Saturday, July 30, 2005

CHALLENGES TO MICROSOFT

Source: BBC

Here is an extract of the article on "How does Microsoft face the growing challenges from open source, asks technology commentator Bill Thompson?".

The announcement that the next version of Windows will be called Vista has singularly failed to set the computing world on fire. Microsoft is facing a much bigger problem than lack of interest in its new OS, a problem that cannot easily be solved by spending hundreds of millions of dollars on a marketing campaign or signing up a well-known band to promote it as the Rolling Stones did with Windows 95.

The problem is GNU/Linux, a beast they cannot destroy and cannot seem to tame, a beast that is encroaching on their markets by offering an alternative to the closed development and licensed software model that has made Microsoft rich.

So what would it mean for Microsoft to try to "embrace and extend" Linux? It might go something like this.The Linux kernel, the GNU environment and tools, and many other free software products are made available under the GNU General Public License.

Anyone can take the source code needed to compile the program, run it, distribute it, and modify it.If they distribute their changed version then it has to be under the same licence, so you cannot improve a program and then keep the improved version unless you only use it internally and privately. But anyone who wants to can "fork" the code by taking a version and beginning their own development path.

What will happen when Microsoft releases its new Linux distribution: Micrix (pronounced mick-rix)? It is everything you want. Somthing everyone want

It is completely cross-compatible with Windows, other versions Linux and the Mac OS. Microsoft indemnifies you against lawsuits from companies like SCO who claim Linux infringes their copyright. Some interesting points to mention are

First Anyone who wants to can take Micrix and distribute it themselves, of course, and Microsoft does accept submissions for the code base from the community and looks carefully at what is happening back in Linux world, although it prefers to make its own fixes rather than just take code from the old world.

Second Crucially, however, it does not listen to what Linus Torvalds, Richard Stallman, Eric Raymond and the other leaders of the free and open source software movement are saying.

The author finally concludes " Of course, all of this is a fantasy for the summer holidays. I have absolutely no reason to believe that such a future could come to pass.Nobody at Microsoft tells me anything, I have not heard any rumours and I do not know nothing. I am just indulging in a bit of imaginative thinking."

I am looking for such a move from microsoft, where they could really tap the potential open source market with their stable products ,hence help serve the open source community apart from running their own properitory Windows.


** What to do **
Every line below containing the word "label" should be found and copied.
BEGIN Supplied material
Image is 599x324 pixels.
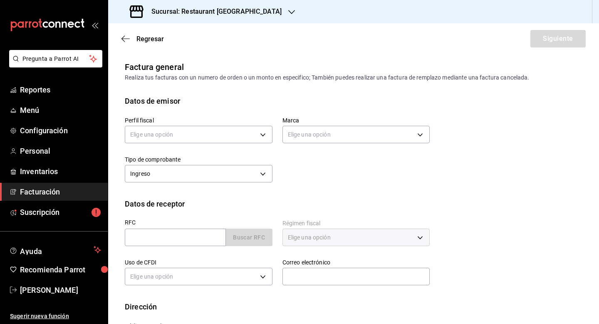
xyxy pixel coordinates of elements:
[282,117,430,123] label: Marca
[136,35,164,43] span: Regresar
[20,186,101,197] span: Facturación
[125,198,185,209] div: Datos de receptor
[20,264,101,275] span: Recomienda Parrot
[92,22,98,28] button: open_drawer_menu
[125,301,157,312] div: Dirección
[125,117,272,123] label: Perfil fiscal
[145,7,282,17] h3: Sucursal: Restaurant [GEOGRAPHIC_DATA]
[125,61,184,73] div: Factura general
[125,156,272,162] label: Tipo de comprobante
[125,219,272,225] label: RFC
[20,104,101,116] span: Menú
[282,228,430,246] div: Elige una opción
[121,35,164,43] button: Regresar
[282,220,430,226] label: Régimen fiscal
[125,73,582,82] div: Realiza tus facturas con un numero de orden o un monto en especifico; También puedes realizar una...
[20,245,90,255] span: Ayuda
[125,126,272,143] div: Elige una opción
[20,284,101,295] span: [PERSON_NAME]
[22,54,89,63] span: Pregunta a Parrot AI
[20,166,101,177] span: Inventarios
[20,125,101,136] span: Configuración
[125,259,272,265] label: Uso de CFDI
[282,126,430,143] div: Elige una opción
[6,60,102,69] a: Pregunta a Parrot AI
[130,169,150,178] span: Ingreso
[20,84,101,95] span: Reportes
[20,145,101,156] span: Personal
[125,267,272,285] div: Elige una opción
[20,206,101,218] span: Suscripción
[9,50,102,67] button: Pregunta a Parrot AI
[125,95,180,106] div: Datos de emisor
[10,312,101,320] span: Sugerir nueva función
[282,259,430,265] label: Correo electrónico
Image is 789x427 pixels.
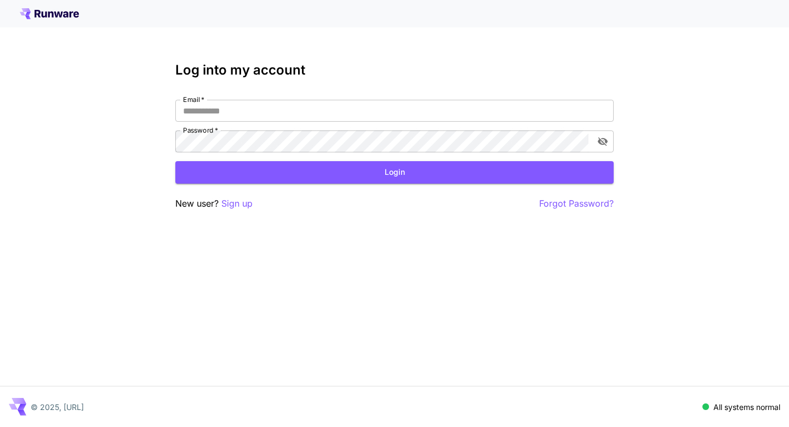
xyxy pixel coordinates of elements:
[183,125,218,135] label: Password
[175,161,613,183] button: Login
[539,197,613,210] button: Forgot Password?
[175,62,613,78] h3: Log into my account
[592,131,612,151] button: toggle password visibility
[713,401,780,412] p: All systems normal
[31,401,84,412] p: © 2025, [URL]
[183,95,204,104] label: Email
[175,197,252,210] p: New user?
[221,197,252,210] button: Sign up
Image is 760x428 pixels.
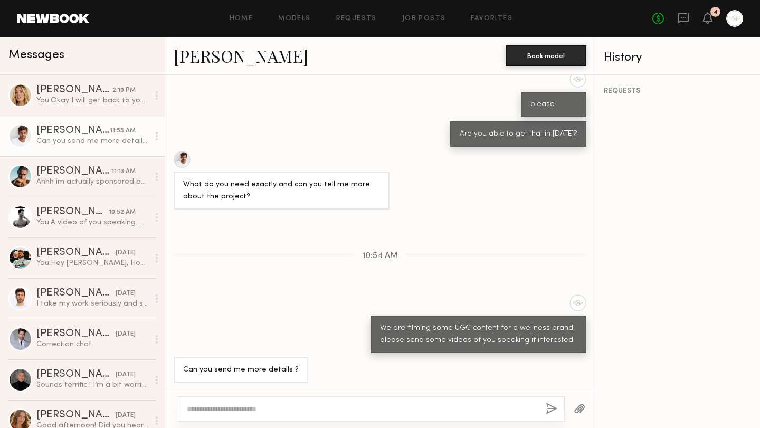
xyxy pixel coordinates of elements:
button: Book model [506,45,587,67]
div: [PERSON_NAME] [36,410,116,421]
a: Models [278,15,310,22]
div: You: Hey [PERSON_NAME], Hope all is well. Are you open to doing some UGC content? [36,258,149,268]
div: [PERSON_NAME] [36,126,110,136]
div: Correction chat [36,339,149,349]
a: Requests [336,15,377,22]
div: Sounds terrific ! I’m a bit worried about wardrobe… do you have any “look books” / “mood boards”?... [36,380,149,390]
span: Messages [8,49,64,61]
a: Job Posts [402,15,446,22]
div: [DATE] [116,289,136,299]
div: [DATE] [116,248,136,258]
a: [PERSON_NAME] [174,44,308,67]
div: Are you able to get that in [DATE]? [460,128,577,140]
div: Can you send me more details ? [36,136,149,146]
div: History [604,52,752,64]
div: [DATE] [116,329,136,339]
a: Book model [506,51,587,60]
div: 4 [714,10,718,15]
div: 2:10 PM [112,86,136,96]
div: 10:52 AM [109,207,136,218]
div: [PERSON_NAME] [36,166,111,177]
div: 11:55 AM [110,126,136,136]
div: You: A video of you speaking. We are looking to do some UGC content for a wellness brand! [36,218,149,228]
div: please [531,99,577,111]
div: [DATE] [116,411,136,421]
div: REQUESTS [604,88,752,95]
div: What do you need exactly and can you tell me more about the project? [183,179,380,203]
div: Can you send me more details ? [183,364,299,376]
div: [PERSON_NAME] [36,329,116,339]
div: [PERSON_NAME] [36,207,109,218]
div: [PERSON_NAME] [36,85,112,96]
div: [PERSON_NAME] [36,288,116,299]
div: 11:13 AM [111,167,136,177]
div: You: Okay I will get back to you. What is your email? [36,96,149,106]
div: [PERSON_NAME] [36,248,116,258]
a: Favorites [471,15,513,22]
div: [DATE] [116,370,136,380]
div: We are filming some UGC content for a wellness brand. please send some videos of you speaking if ... [380,323,577,347]
span: 10:54 AM [363,252,398,261]
div: [PERSON_NAME] [36,370,116,380]
div: I take my work seriously and strive to maintain mutual respect in all professional interactions. ... [36,299,149,309]
div: Ahhh im actually sponsored by a supplement company so I can’t promote and other supplement compan... [36,177,149,187]
a: Home [230,15,253,22]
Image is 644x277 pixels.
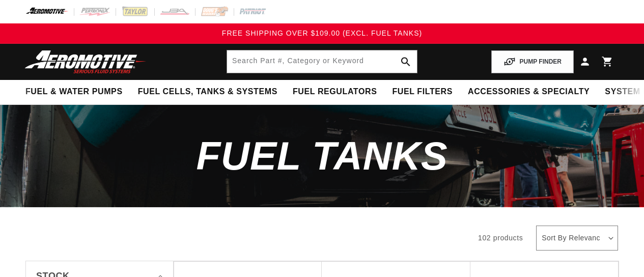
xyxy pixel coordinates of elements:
[138,87,277,97] span: Fuel Cells, Tanks & Systems
[222,29,422,37] span: FREE SHIPPING OVER $109.00 (EXCL. FUEL TANKS)
[392,87,452,97] span: Fuel Filters
[18,80,130,104] summary: Fuel & Water Pumps
[130,80,285,104] summary: Fuel Cells, Tanks & Systems
[491,50,574,73] button: PUMP FINDER
[478,234,523,242] span: 102 products
[293,87,376,97] span: Fuel Regulators
[227,50,417,73] input: Search by Part Number, Category or Keyword
[385,80,460,104] summary: Fuel Filters
[467,87,589,97] span: Accessories & Specialty
[197,133,448,178] span: Fuel Tanks
[25,87,123,97] span: Fuel & Water Pumps
[22,50,149,73] img: Aeromotive
[395,50,417,73] button: search button
[285,80,385,104] summary: Fuel Regulators
[460,80,597,104] summary: Accessories & Specialty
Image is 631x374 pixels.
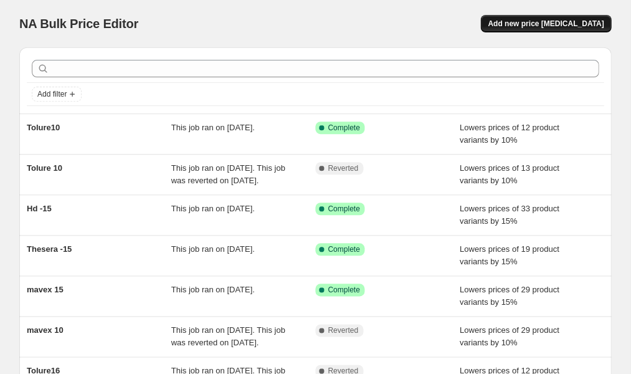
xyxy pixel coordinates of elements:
span: Lowers prices of 33 product variants by 15% [460,204,560,226]
span: mavex 15 [27,285,64,294]
span: Lowers prices of 19 product variants by 15% [460,244,560,266]
span: Lowers prices of 29 product variants by 15% [460,285,560,307]
span: This job ran on [DATE]. This job was reverted on [DATE]. [171,325,285,347]
span: Complete [328,244,360,254]
span: Lowers prices of 13 product variants by 10% [460,163,560,185]
span: This job ran on [DATE]. This job was reverted on [DATE]. [171,163,285,185]
span: Complete [328,123,360,133]
span: Tolure 10 [27,163,62,173]
span: NA Bulk Price Editor [19,17,138,31]
span: Add new price [MEDICAL_DATA] [488,19,604,29]
span: This job ran on [DATE]. [171,204,255,213]
span: Lowers prices of 12 product variants by 10% [460,123,560,145]
span: Thesera -15 [27,244,72,254]
span: Complete [328,285,360,295]
span: Reverted [328,163,358,173]
span: Lowers prices of 29 product variants by 10% [460,325,560,347]
span: Tolure10 [27,123,60,132]
span: mavex 10 [27,325,64,335]
button: Add new price [MEDICAL_DATA] [481,15,611,32]
button: Add filter [32,87,82,102]
span: This job ran on [DATE]. [171,123,255,132]
span: Complete [328,204,360,214]
span: This job ran on [DATE]. [171,285,255,294]
span: Reverted [328,325,358,335]
span: Hd -15 [27,204,52,213]
span: This job ran on [DATE]. [171,244,255,254]
span: Add filter [37,89,67,99]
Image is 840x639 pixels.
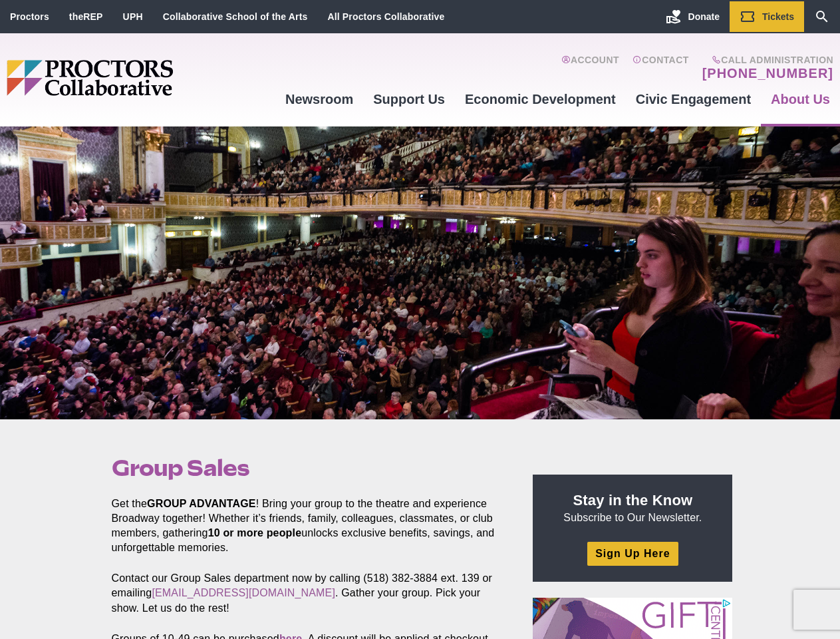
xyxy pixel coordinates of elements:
[69,11,103,22] a: theREP
[112,570,502,614] p: Contact our Group Sales department now by calling (518) 382-3884 ext. 139 or emailing . Gather yo...
[632,54,689,81] a: Contact
[208,526,302,538] strong: 10 or more people
[327,11,444,22] a: All Proctors Collaborative
[804,2,840,32] a: Search
[455,81,626,117] a: Economic Development
[760,81,840,117] a: About Us
[112,496,502,554] p: Get the ! Bring your group to the theatre and experience Broadway together! Whether it’s friends,...
[698,54,833,65] span: Call Administration
[363,81,455,117] a: Support Us
[7,60,275,96] img: Proctors logo
[729,2,804,32] a: Tickets
[626,81,760,117] a: Civic Engagement
[573,492,693,508] strong: Stay in the Know
[163,11,308,22] a: Collaborative School of the Arts
[275,81,363,117] a: Newsroom
[656,2,729,32] a: Donate
[112,455,502,480] h1: Group Sales
[123,11,143,22] a: UPH
[762,11,793,22] span: Tickets
[702,65,833,81] a: [PHONE_NUMBER]
[147,498,256,509] strong: GROUP ADVANTAGE
[688,11,719,22] span: Donate
[10,11,49,22] a: Proctors
[151,587,335,598] a: [EMAIL_ADDRESS][DOMAIN_NAME]
[587,542,678,565] a: Sign Up Here
[548,490,716,525] p: Subscribe to Our Newsletter.
[561,54,619,81] a: Account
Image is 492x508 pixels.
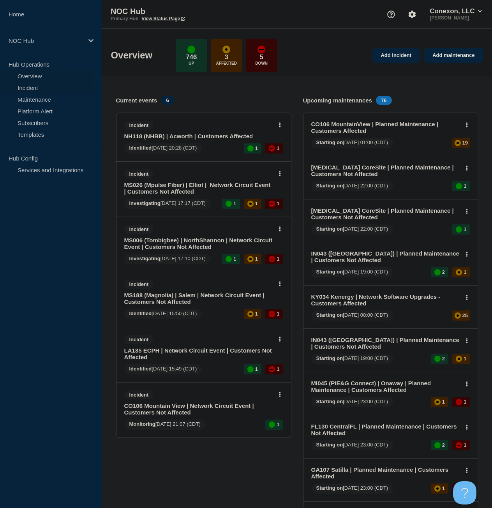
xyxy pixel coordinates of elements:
p: 2 [442,442,445,448]
span: Starting on [317,485,343,491]
div: up [269,422,275,428]
h4: Current events [116,97,157,104]
div: affected [455,313,461,319]
span: [DATE] 15:49 (CDT) [124,365,202,375]
div: up [188,46,195,53]
p: 1 [464,183,467,189]
p: 1 [255,145,258,151]
div: up [248,145,254,152]
div: affected [248,201,254,207]
p: 1 [277,256,280,262]
div: up [226,256,232,262]
span: [DATE] 22:00 (CDT) [311,225,394,235]
span: Investigating [129,200,161,206]
span: [DATE] 01:00 (CDT) [311,138,394,148]
a: [MEDICAL_DATA] CoreSite | Planned Maintenance | Customers Not Affected [311,164,460,177]
a: IN043 ([GEOGRAPHIC_DATA]) | Planned Maintenance | Customers Not Affected [311,337,460,350]
p: 3 [225,53,228,61]
span: [DATE] 19:00 (CDT) [311,267,394,278]
div: affected [435,486,441,492]
span: Incident [124,170,154,179]
span: Incident [124,121,154,130]
span: Starting on [317,312,343,318]
div: down [269,311,275,317]
span: Starting on [317,226,343,232]
div: affected [456,269,462,276]
p: Primary Hub [111,16,138,21]
p: 1 [464,442,467,448]
a: KY034 Kenergy | Network Software Upgrades - Customers Affected [311,294,460,307]
span: Incident [124,280,154,289]
h1: Overview [111,50,153,61]
span: 6 [161,96,174,105]
div: down [269,201,275,207]
p: 2 [442,269,445,275]
div: affected [456,356,462,362]
p: Affected [216,61,237,65]
p: 1 [255,366,258,372]
span: [DATE] 15:50 (CDT) [124,309,202,319]
div: down [258,46,265,53]
span: [DATE] 17:17 (CDT) [124,199,211,209]
div: down [456,399,462,405]
span: 76 [376,96,392,105]
a: FL130 CentralFL | Planned Maintenance | Customers Not Affected [311,423,460,437]
p: 1 [442,399,445,405]
p: 1 [277,366,280,372]
a: LA135 ECPH | Network Circuit Event | Customers Not Affected [124,347,273,361]
div: affected [455,140,461,146]
a: Add maintenance [424,48,483,63]
p: 19 [463,140,468,146]
div: up [435,442,441,449]
span: Monitoring [129,421,156,427]
div: up [435,356,441,362]
span: Identified [129,366,152,372]
a: MS006 (Tombigbee) | NorthShannon | Network Circuit Event | Customers Not Affected [124,237,273,250]
p: 5 [260,53,264,61]
a: GA107 Satilla | Planned Maintenance | Customers Affected [311,467,460,480]
div: down [269,145,275,152]
p: 1 [255,311,258,317]
span: [DATE] 21:07 (CDT) [124,420,206,430]
p: 1 [234,201,236,207]
button: Conexon, LLC [428,7,484,15]
p: 2 [442,356,445,362]
p: 1 [464,269,467,275]
a: Add incident [372,48,420,63]
button: Support [383,6,400,23]
p: 1 [255,256,258,262]
p: 1 [277,311,280,317]
p: Up [189,61,194,65]
p: 1 [234,256,236,262]
a: IN043 ([GEOGRAPHIC_DATA]) | Planned Maintenance | Customers Not Affected [311,250,460,264]
span: [DATE] 19:00 (CDT) [311,354,394,364]
p: 1 [442,486,445,492]
span: [DATE] 17:10 (CDT) [124,254,211,264]
div: up [226,201,232,207]
span: Investigating [129,256,161,262]
span: Starting on [317,183,343,189]
h4: Upcoming maintenances [303,97,373,104]
div: affected [223,46,230,53]
p: 1 [464,227,467,232]
div: up [248,366,254,373]
p: 1 [464,399,467,405]
span: [DATE] 23:00 (CDT) [311,484,394,494]
div: down [456,442,462,449]
span: [DATE] 00:00 (CDT) [311,311,394,321]
span: Incident [124,391,154,400]
div: affected [435,399,441,405]
button: Account settings [404,6,421,23]
a: [MEDICAL_DATA] CoreSite | Planned Maintenance | Customers Not Affected [311,207,460,221]
div: up [456,183,462,189]
p: 1 [255,201,258,207]
span: Starting on [317,269,343,275]
span: Starting on [317,442,343,448]
div: affected [248,256,254,262]
p: 25 [463,313,468,319]
p: Down [255,61,268,65]
span: [DATE] 23:00 (CDT) [311,441,394,451]
span: Starting on [317,356,343,361]
a: MS188 (Magnolia) | Salem | Network Circuit Event | Customers Not Affected [124,292,273,305]
p: NOC Hub [9,37,83,44]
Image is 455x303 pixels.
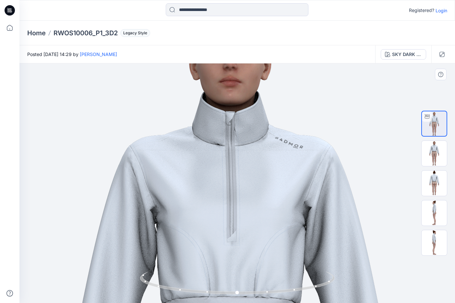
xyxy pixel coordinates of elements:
[421,201,447,226] img: RWOS10006_P1_3D2_SKY DARK NAVY_Left
[421,141,447,166] img: RWOS10006_P1_3D2_SKY DARK NAVY
[80,52,117,57] a: [PERSON_NAME]
[421,171,447,196] img: RWOS10006_P1_3D2_SKY DARK NAVY_Back
[421,231,447,256] img: RWOS10006_P1_3D2_SKY DARK NAVY_Right
[392,51,422,58] div: SKY DARK / NAVY
[27,29,46,38] a: Home
[53,29,118,38] p: RWOS10006_P1_3D2
[120,29,150,37] span: Legacy Style
[381,49,426,60] button: SKY DARK / NAVY
[118,29,150,38] button: Legacy Style
[27,51,117,58] span: Posted [DATE] 14:29 by
[422,112,446,136] img: turntable-09-10-2025-21:30:21
[409,6,434,14] p: Registered?
[435,7,447,14] p: Login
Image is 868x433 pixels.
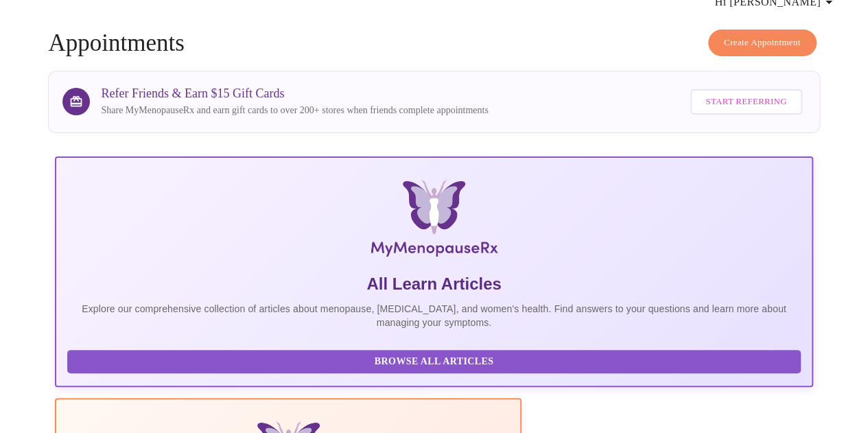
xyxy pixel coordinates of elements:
button: Browse All Articles [67,350,801,374]
h4: Appointments [48,30,820,57]
span: Create Appointment [724,35,801,51]
h5: All Learn Articles [67,273,801,295]
a: Browse All Articles [67,355,804,366]
h3: Refer Friends & Earn $15 Gift Cards [101,87,488,101]
p: Explore our comprehensive collection of articles about menopause, [MEDICAL_DATA], and women's hea... [67,302,801,329]
button: Start Referring [690,89,802,114]
a: Start Referring [687,82,805,121]
span: Browse All Articles [81,353,786,371]
img: MyMenopauseRx Logo [181,180,686,262]
p: Share MyMenopauseRx and earn gift cards to over 200+ stores when friends complete appointments [101,104,488,117]
span: Start Referring [705,94,786,110]
button: Create Appointment [708,30,817,56]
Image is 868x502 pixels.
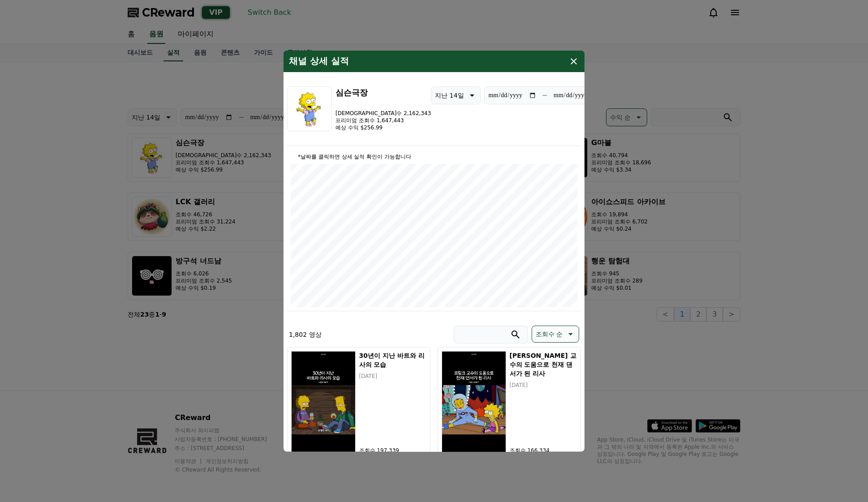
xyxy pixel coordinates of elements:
[359,372,427,379] p: [DATE]
[287,86,332,131] img: 심슨극장
[291,153,577,160] p: *날짜를 클릭하면 상세 실적 확인이 가능합니다
[431,86,480,104] button: 지난 14일
[510,351,577,378] h5: [PERSON_NAME] 교수의 도움으로 천재 댄서가 된 리사
[335,123,431,131] p: 예상 수익 $256.99
[441,351,506,468] img: 프링크 교수의 도움으로 천재 댄서가 된 리사
[542,90,548,101] p: ~
[510,381,577,388] p: [DATE]
[283,50,585,452] div: modal
[335,86,431,99] h3: 심슨극장
[510,446,577,454] p: 조회수 166,334
[359,351,427,369] h5: 30년이 지난 바트와 리사의 모습
[435,89,464,101] p: 지난 14일
[536,327,562,340] p: 조회수 순
[532,325,579,342] button: 조회수 순
[289,56,349,66] h4: 채널 상세 실적
[438,347,581,472] button: 프링크 교수의 도움으로 천재 댄서가 된 리사 [PERSON_NAME] 교수의 도움으로 천재 댄서가 된 리사 [DATE] 조회수 166,334 프리미엄 조회수 98,824 예상...
[335,109,431,117] p: [DEMOGRAPHIC_DATA]수 2,162,343
[287,347,430,472] button: 30년이 지난 바트와 리사의 모습 30년이 지난 바트와 리사의 모습 [DATE] 조회수 197,339 프리미엄 조회수 122,359 예상 수익 $20.03
[359,446,427,454] p: 조회수 197,339
[289,330,322,338] p: 1,802 영상
[291,351,356,468] img: 30년이 지난 바트와 리사의 모습
[335,117,431,123] p: 프리미엄 조회수 1,647,443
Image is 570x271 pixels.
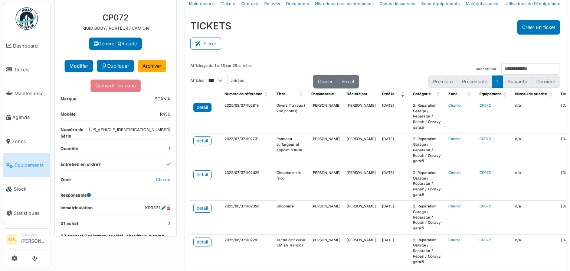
END Supplied material
** Solution to the problem **
[282,117,430,123] label: Marca
[125,117,272,123] label: Perfil fiscal
[125,156,272,162] label: Tipo de comprobante
[125,219,272,225] label: RFC
[282,220,430,226] label: Régimen fiscal
[125,259,272,265] label: Uso de CFDI
[282,259,430,265] label: Correo electrónico
[183,125,218,135] label: Password
[183,95,204,104] label: Email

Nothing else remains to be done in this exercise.